The Legal Nightmare That's Brewing
The music industry has been surprisingly quiet about this compared to the visual arts world, where lawsuits against Stability AI and Midjourney have been flying fast and furious. But that's starting to change. According to www.theverge.com, the Atlantic's database is already being cited by lawyers preparing copyright cases against AI music companies. The Recording Industry Association of America (RIAA) has publicly stated they're "investigating the use of copyrighted works in AI training."
Here's the problem: the law hasn't caught up. Fair use doctrine in the US says that using copyrighted material for "transformative" purposes might be legal. Is training an AI transformative? The courts haven't decided yet. And the datasets are international β some were created by researchers in Europe, some in Asia, some in the US. Each country has different laws.
The Practical Implications for Your Daily Life
Let's get real for a second. You probably use AI-generated music without even knowing it. That background music in your Instagram Reels? Could be AI. That chill lo-fi playlist your friend sent you? Might be entirely synthetic. Spotify has already started using AI-generated music for some of its mood-based playlists. Amazon's Alexa can now generate custom songs on command.
I tested this last week with Suno, one of the popular AI music generators. I typed in "sad indie folk song about a cat that ran away." In 30 seconds, it gave me a song that was... honestly pretty good. The melody was original enough, but the chord progression was straight out of a Fleet Foxes song. The production style was pure Bon Iver. And the lyrics had that specific kind of melancholy that you'd hear on a Sufjan Stevens B-side.
Here's the part that keeps me up at night: the AI didn't copy any specific song. It just learned what "sad indie folk" sounds like by analyzing millions of examples. So it's not stealing in the traditional sense. But it's also not creating anything truly new. It's remixing the collective unconscious of all recorded music.
What Can You Do About It?
Not much, honestly. But you can start by checking the database yourself. The Atlantic made it searchable for a reason. Go look up your favorite artists. See if they're in there. Share the results on social media. Make noise.
If you're an artist, you should know that some of these datasets have opt-out procedures, but they're buried in academic papers and require technical know-how to execute. The Atlantic's database is a step toward transparency, but it's not a solution.
The Bigger Picture
I keep coming back to the same question: what does it mean for music when an AI has heard everything? When the machine knows every chord ever played, every melody ever hummed, every production trick ever used?
Some people say it's the end of creativity.
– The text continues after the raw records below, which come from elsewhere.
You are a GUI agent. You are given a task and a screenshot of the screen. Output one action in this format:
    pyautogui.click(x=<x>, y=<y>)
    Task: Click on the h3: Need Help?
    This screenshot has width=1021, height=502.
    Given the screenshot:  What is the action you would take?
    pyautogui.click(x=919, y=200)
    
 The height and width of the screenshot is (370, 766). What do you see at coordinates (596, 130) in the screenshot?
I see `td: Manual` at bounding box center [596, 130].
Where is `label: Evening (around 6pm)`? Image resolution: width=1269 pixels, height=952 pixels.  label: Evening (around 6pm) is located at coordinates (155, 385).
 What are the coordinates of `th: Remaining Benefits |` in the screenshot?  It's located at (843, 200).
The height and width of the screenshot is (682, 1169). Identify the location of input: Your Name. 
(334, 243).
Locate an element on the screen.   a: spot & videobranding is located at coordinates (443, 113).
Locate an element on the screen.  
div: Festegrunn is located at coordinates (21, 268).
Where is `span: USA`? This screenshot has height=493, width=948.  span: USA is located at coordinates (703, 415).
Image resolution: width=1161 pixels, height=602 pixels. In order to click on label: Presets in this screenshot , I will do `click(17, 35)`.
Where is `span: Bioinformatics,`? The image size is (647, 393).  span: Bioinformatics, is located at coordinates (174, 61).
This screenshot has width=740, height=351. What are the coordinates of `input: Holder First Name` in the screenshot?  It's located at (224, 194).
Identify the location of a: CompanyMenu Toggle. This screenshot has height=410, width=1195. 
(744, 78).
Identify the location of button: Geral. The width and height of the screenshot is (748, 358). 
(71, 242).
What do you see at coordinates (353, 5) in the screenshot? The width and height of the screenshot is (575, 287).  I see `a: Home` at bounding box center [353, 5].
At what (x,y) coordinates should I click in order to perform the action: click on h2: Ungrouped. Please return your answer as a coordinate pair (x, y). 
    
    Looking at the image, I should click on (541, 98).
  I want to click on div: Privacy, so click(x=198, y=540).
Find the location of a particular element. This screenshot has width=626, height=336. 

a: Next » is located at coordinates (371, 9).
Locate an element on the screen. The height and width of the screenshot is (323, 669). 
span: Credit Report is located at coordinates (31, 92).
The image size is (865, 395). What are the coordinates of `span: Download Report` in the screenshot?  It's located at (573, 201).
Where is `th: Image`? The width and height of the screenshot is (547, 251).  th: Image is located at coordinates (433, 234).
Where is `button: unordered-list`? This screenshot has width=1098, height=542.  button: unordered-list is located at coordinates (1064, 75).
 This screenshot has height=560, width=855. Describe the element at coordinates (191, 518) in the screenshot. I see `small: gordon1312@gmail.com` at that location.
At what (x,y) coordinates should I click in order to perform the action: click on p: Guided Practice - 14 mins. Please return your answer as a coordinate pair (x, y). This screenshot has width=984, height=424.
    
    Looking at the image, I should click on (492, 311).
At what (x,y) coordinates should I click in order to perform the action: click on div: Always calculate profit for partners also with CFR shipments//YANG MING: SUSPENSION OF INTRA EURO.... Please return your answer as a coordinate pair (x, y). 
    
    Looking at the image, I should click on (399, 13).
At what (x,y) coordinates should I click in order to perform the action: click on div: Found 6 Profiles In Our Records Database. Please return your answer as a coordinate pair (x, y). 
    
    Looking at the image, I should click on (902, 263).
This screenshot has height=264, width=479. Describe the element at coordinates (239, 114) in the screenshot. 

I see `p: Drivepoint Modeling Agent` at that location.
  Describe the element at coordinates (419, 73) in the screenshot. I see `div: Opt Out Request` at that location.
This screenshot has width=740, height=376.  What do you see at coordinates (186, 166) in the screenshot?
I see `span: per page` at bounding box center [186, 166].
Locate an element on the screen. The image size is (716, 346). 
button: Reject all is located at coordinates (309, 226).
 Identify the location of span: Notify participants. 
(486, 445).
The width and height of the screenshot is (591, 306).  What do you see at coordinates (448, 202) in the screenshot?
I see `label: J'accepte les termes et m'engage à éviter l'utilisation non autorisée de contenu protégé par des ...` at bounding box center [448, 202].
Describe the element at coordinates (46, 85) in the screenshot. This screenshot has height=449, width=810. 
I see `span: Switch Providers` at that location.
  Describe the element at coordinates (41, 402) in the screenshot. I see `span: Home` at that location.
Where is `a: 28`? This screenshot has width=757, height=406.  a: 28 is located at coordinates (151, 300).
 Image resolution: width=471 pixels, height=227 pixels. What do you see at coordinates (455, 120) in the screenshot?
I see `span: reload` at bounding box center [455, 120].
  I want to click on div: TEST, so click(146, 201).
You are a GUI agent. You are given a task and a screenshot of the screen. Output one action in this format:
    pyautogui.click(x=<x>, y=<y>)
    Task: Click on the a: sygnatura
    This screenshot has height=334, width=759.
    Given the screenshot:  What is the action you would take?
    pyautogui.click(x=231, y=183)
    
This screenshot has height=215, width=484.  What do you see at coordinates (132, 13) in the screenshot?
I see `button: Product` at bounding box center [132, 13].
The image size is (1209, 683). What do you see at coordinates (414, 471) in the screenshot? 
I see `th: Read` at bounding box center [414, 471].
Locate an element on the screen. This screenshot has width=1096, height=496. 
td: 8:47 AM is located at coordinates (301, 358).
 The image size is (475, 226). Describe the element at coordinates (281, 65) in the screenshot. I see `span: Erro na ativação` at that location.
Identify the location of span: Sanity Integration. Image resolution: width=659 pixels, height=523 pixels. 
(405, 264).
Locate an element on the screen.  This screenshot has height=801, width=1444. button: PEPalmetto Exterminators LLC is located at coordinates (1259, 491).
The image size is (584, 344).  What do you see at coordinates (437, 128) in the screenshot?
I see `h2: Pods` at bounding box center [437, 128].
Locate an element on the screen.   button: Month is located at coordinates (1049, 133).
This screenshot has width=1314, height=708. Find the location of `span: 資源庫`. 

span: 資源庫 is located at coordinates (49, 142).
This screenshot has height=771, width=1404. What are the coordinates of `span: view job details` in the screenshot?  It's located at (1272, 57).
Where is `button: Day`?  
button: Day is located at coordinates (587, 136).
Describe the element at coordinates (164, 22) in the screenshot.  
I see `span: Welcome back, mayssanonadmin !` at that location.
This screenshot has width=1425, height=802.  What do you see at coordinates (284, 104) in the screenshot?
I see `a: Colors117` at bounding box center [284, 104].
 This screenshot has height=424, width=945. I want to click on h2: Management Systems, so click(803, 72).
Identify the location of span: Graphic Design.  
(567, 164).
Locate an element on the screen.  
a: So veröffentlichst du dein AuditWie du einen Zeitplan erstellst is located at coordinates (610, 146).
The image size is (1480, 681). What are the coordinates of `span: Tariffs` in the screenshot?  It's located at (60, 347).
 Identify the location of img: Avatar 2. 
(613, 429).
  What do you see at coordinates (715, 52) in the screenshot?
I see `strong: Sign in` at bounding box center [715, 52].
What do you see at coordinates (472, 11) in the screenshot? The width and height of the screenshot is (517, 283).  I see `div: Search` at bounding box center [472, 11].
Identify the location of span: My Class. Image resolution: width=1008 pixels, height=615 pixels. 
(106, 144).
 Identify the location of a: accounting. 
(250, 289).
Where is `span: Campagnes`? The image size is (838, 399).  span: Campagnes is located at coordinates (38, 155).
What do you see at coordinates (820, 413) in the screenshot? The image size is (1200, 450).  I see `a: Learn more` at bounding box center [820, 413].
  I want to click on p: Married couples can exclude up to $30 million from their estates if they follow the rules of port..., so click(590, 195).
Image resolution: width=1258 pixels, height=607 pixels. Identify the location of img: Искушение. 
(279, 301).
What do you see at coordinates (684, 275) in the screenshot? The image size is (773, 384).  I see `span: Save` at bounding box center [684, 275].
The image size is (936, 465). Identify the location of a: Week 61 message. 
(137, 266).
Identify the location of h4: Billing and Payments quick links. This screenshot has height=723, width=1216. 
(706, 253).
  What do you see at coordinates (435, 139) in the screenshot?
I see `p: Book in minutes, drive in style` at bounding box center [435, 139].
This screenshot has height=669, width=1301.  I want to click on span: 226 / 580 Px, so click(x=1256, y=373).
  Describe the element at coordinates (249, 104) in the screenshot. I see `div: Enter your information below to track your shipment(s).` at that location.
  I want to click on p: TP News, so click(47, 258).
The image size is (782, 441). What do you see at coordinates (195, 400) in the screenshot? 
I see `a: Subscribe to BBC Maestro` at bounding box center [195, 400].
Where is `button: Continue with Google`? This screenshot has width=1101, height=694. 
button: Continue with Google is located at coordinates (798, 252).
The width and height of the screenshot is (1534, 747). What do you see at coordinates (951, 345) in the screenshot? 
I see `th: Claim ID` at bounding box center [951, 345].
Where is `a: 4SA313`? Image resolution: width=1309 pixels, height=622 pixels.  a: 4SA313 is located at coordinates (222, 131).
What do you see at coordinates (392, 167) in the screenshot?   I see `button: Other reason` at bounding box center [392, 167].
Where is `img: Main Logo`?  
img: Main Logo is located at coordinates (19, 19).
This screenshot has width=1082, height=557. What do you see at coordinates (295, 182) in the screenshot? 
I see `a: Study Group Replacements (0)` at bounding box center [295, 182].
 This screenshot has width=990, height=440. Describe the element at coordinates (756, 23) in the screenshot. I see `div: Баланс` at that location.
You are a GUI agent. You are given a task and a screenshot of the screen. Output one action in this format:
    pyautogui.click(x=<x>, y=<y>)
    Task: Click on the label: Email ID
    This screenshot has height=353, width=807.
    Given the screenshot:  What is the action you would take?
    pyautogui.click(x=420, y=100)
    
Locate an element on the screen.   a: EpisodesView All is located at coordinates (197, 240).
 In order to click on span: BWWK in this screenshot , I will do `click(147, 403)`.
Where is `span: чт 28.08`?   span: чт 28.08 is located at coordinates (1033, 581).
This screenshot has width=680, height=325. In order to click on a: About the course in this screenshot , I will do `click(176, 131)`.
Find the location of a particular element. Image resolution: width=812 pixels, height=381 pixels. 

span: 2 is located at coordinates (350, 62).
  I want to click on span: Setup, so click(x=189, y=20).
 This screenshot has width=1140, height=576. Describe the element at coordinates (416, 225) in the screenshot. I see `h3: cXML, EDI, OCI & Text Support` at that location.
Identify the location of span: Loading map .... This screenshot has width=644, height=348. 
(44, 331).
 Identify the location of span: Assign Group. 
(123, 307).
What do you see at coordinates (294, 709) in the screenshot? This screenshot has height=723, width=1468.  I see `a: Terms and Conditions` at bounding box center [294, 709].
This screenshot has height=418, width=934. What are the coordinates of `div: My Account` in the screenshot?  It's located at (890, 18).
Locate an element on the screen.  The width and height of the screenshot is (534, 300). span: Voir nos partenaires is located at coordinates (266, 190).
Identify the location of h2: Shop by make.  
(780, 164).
That if AI can generate infinite variations of existing styles, why would anyone bother making new ones? But I think it's more complicated than that. The best music has always come from constraints. The Beatles had four tracks. Punk had three chords. Hip-hop had two turntables and a microphone. Maybe knowing that AI can already do everything will push human artists to do something the machine can't: be genuinely weird, vulnerable, and unpredictable.
Or maybe we're just witnessing the commodification of the last authentic human art form. I honestly don't know.
What I do know is that you should go search the database. Find out if the AI has been listening to your songs. And maybe, just maybe, go listen to an album all the way through without skipping. Because the machine is already learning. The question is whether we still know how to listen.
The Atlantic's searchable database is available at their website. Go look. You might be surprised by what you find β and what's found you.

Originally reported by www.theverge.com. Rewritten with additional analysis and real-world context by Robert Chang.